- By Lily Prigioniero
Restoring Pontormo’s Veronica

I swear he breathed down my neck.
I smelled his pungent manhood,
grimy crusts on his pant thighs
he was no faint knight—
a madman in artists clothing.
I could see it in the swipes
of his angel’s feet—a brush thick
as the Fire-eater’s brow—
and with a dab from his thumb
he created Veronica’s smallest toe.
I felt the energy of his prime
conjuring Veronica’s purest form—
womanhood enticing him
under her spell—holding the cloth
of Christ’s Imprint, or perhaps his own.
I hesitated then to be up there
with the rumble of traffic below
stripping us bare of time.
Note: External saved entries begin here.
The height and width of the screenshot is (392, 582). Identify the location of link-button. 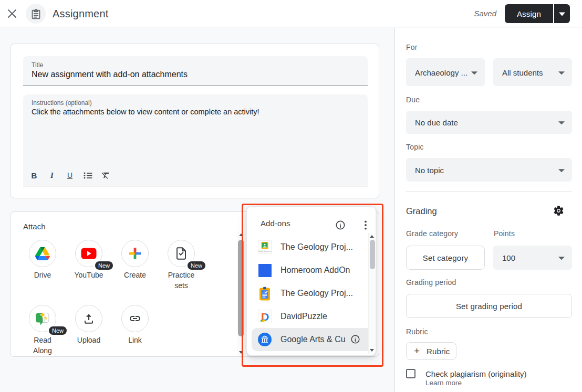
(135, 319).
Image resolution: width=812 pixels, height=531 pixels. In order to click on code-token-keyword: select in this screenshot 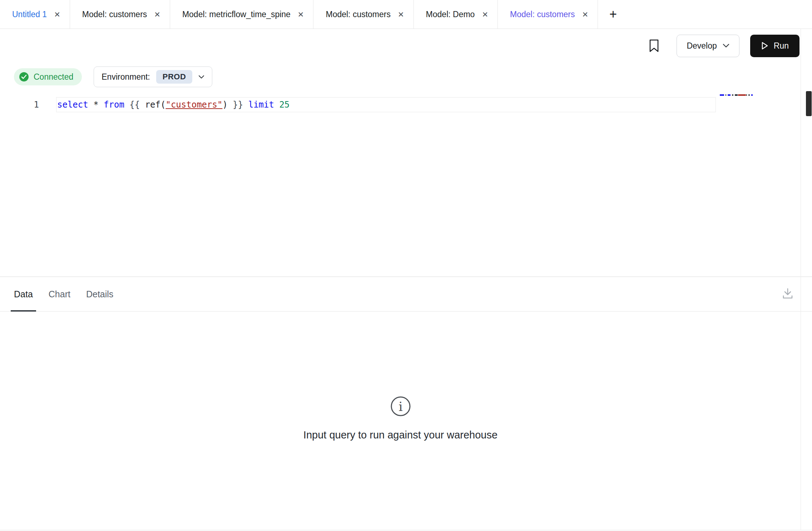, I will do `click(73, 105)`.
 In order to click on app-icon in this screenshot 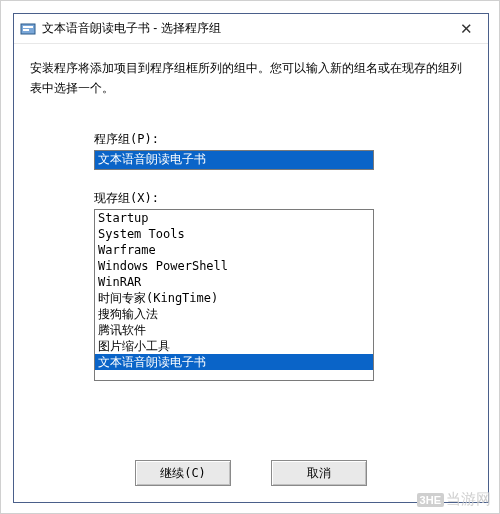, I will do `click(28, 29)`.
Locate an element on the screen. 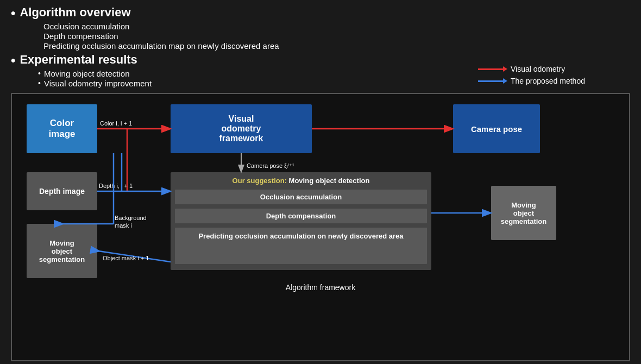 Image resolution: width=641 pixels, height=364 pixels. color-image-box: Color image is located at coordinates (62, 129).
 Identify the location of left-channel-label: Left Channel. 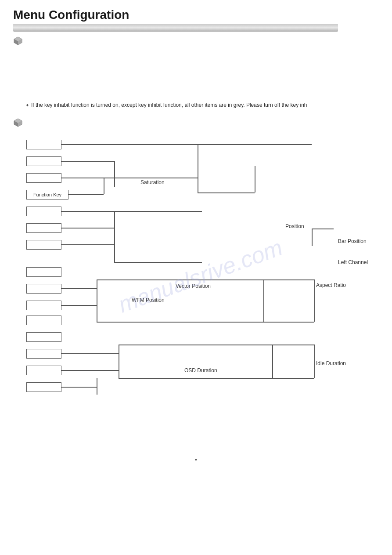
(353, 262).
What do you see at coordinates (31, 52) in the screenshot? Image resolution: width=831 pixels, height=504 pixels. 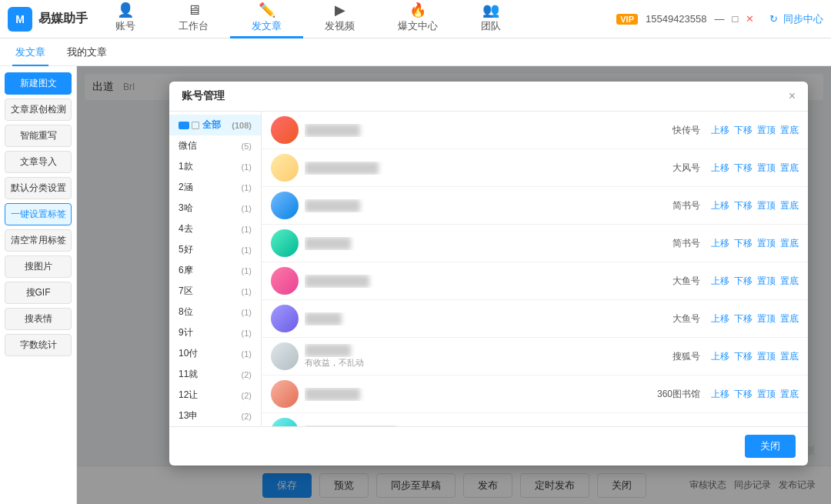 I see `sub-nav-publish: 发文章` at bounding box center [31, 52].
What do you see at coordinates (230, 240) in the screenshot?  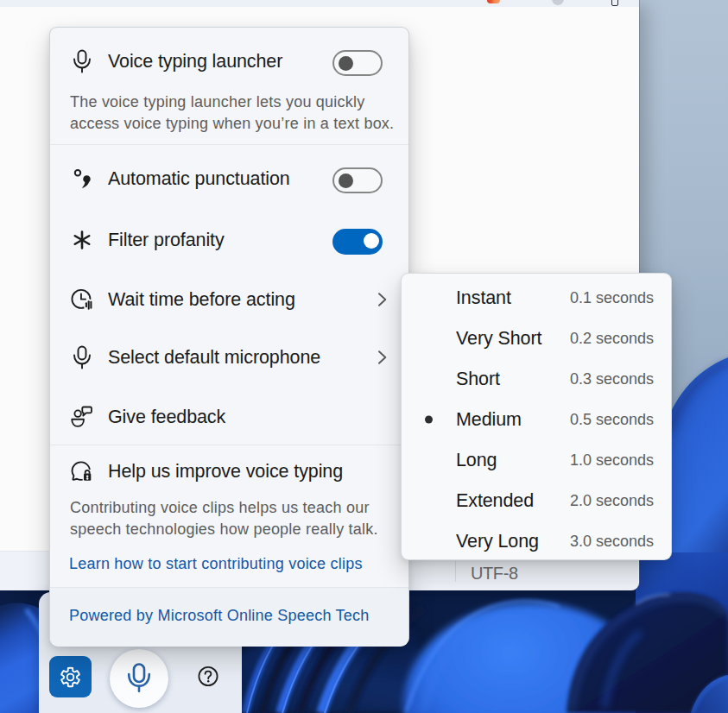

I let go
my brush so as not to touch
the Veronica he guarded so well.
His stormy emotions blew me down
numb on the cusp of the scaffold boards,
my legs dangling as his words breathed
through his love’s stare and his own glare—
My Veronica is not to be touched.
But his lunatic ghost had no power
over time’s clutch. I finally stood and began
my fearful cleaning—centuries of grime
and history’s dust removed from the last stroke
of his hard caressing brush.
Lily Prigioniero graduated from University of Michigan in English literature then moved to Florence, Italy, to study Art Conservation where she was certified and hired to work on some of Tuscany's greatest masterpieces. In the meantime she received her Masters in creative writing from the Università degli Studi di Siena where her novel, La Cena del Tacchino, won the “Premio Selezione” for the international literary prize Premio Internazionale Anguillara Città d’Artein Rome. She translated the catalogue for the Mappelthorpe/Michelangelo exhibit Perfection in Form in the Accademia in Florence, and was a featured poet for the Ekphrastic Review as well as a judge for their “Ekphrastic Challenge”. Her poems have also been published in the Orchard Poetry Journal, The Road Not Taken, Grand Little Things, Italian Americana, and the poetry collection 3,651 Years Lived. She has taught writing for New York University’s Global Studies program, Brandeis University’s Midyear program, and art conservation and ancient techniques at the Florence University of the Arts. She lives with her family near Florence.